DR. WEBSITE
Where to Find Tools For Managing Banner Advertising
Dear Dr. Website®: Our site has grown to the point where we're soliciting major advertisers, and we want to be prepared to implement banner advertisements, rotate them and keep track of the responses. Where can I find a program to streamline displaying and tracking banner ads on our site?
There are several commercial products and services for managing advertising for a site, with widely varying pricing scales. Web Elite has a product called Ad Master designed to help Web sites place, rotate and track banner advertisements, including generating content dynamically. The company also offers on its Web site a free 45-day demo of its ad management software, which runs on most Unix platforms.
At the high-priced end, one big-league vendor is NetGravity, whose AdServer software includes automated scheduling techniques based on impressions to maximize hits for advertisers and ad targeting based on keyword entries. AdServer runs on Windows NT and most Unix platforms. A 30-minute online demo of NetGravity's AdServer is available on the company's site.
While both of these services enable your site to retain control over your advertisers' content and ads, you should note that another approach to Web ad campaign management is used by centralized Web advertising services like Double Click and Focalink's SmartBanner, which give advertisers site-by-site comparisons of ad responses.
Dear Dr. Website®: I'm looking for an easy way to include a graphical index on my company's site. How do client-side imagemaps work?
Unlike imagemaps that depend on the server for their processing, client-side imagemaps require no CGI scripting in order to work. With client-side imagemaps, the "hot spots" that users click to jump to new locations are specified in your HTML coding instead. You would use the <MAP> tag, which is supported in the HTML 3.2 draft specifications, to embed a map file, and <AREA> tags to define each hot spot's shape and attributes.
Client-side imagemaps, therefore, provide a good solution for content developers who don't have the time or readily available access to resources for implementing imagemaps. The client-side approach also frees designers from needing access to their site's cgi-bin directory, where interactive scripts are usually stored; depending on your company's security concerns, those access privileges may be granted to only a few users or just to the site's administrators.
The catch is that not all browsers support client-side imagemaps, so they won't work if your visitors are using, for example, a version of Netscape Navigator earlier than 2.0. But if you can ensure that your user audience is standardized on a browser that supports them--for example, on a corporate intranet--then client-side imagemaps are the easy way for you to create a graphical index for your site.
A couple of useful online resources for further information about client-side imagemaps and the syntax to use in your HTML documents can be found at Netscape's Extensions to HTML 3.0 page and Microsoft's HTML Support: Client Side Images page.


[The task] All that is wanted is the line with "You are a GUI" and each line after it to the end of the data below, set down exactly and without pictures.

[Records supplied]
☆ ☆ ☆ ☆ ☆

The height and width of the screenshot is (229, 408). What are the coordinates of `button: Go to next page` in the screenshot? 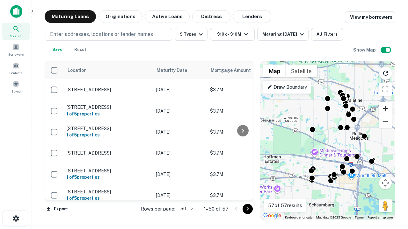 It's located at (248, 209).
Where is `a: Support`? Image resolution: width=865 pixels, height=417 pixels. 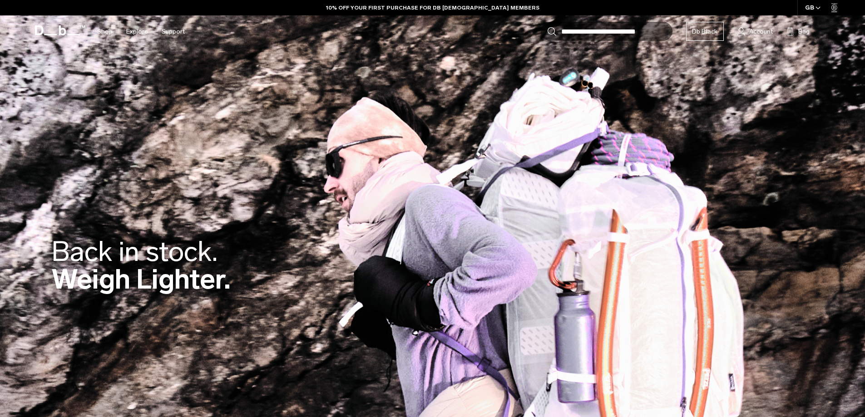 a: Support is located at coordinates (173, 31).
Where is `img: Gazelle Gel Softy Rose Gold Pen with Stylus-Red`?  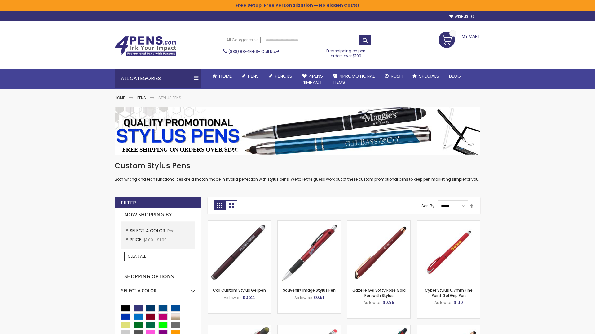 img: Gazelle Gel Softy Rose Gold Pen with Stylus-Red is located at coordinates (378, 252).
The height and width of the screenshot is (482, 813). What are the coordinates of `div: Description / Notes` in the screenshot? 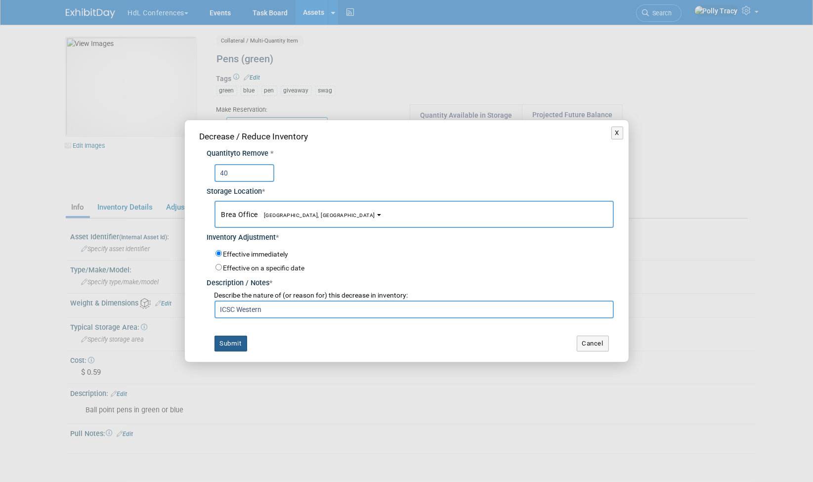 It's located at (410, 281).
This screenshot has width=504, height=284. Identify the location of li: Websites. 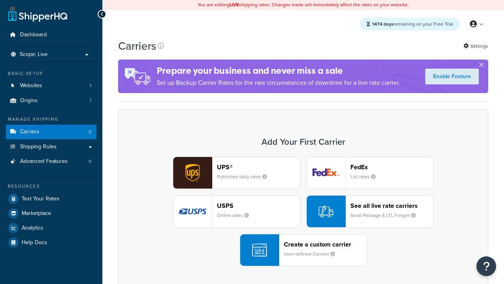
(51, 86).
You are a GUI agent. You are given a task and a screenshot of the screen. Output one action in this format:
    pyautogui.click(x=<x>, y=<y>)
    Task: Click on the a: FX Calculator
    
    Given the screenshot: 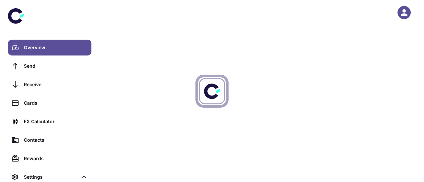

☆ ☆ ☆ ☆ ☆

[Written response]
You are a GUI agent. You are given a task and a screenshot of the screen. Output one action in this format:
    pyautogui.click(x=<x>, y=<y>)
    Task: Click on the a: FX Calculator
    
    Given the screenshot: 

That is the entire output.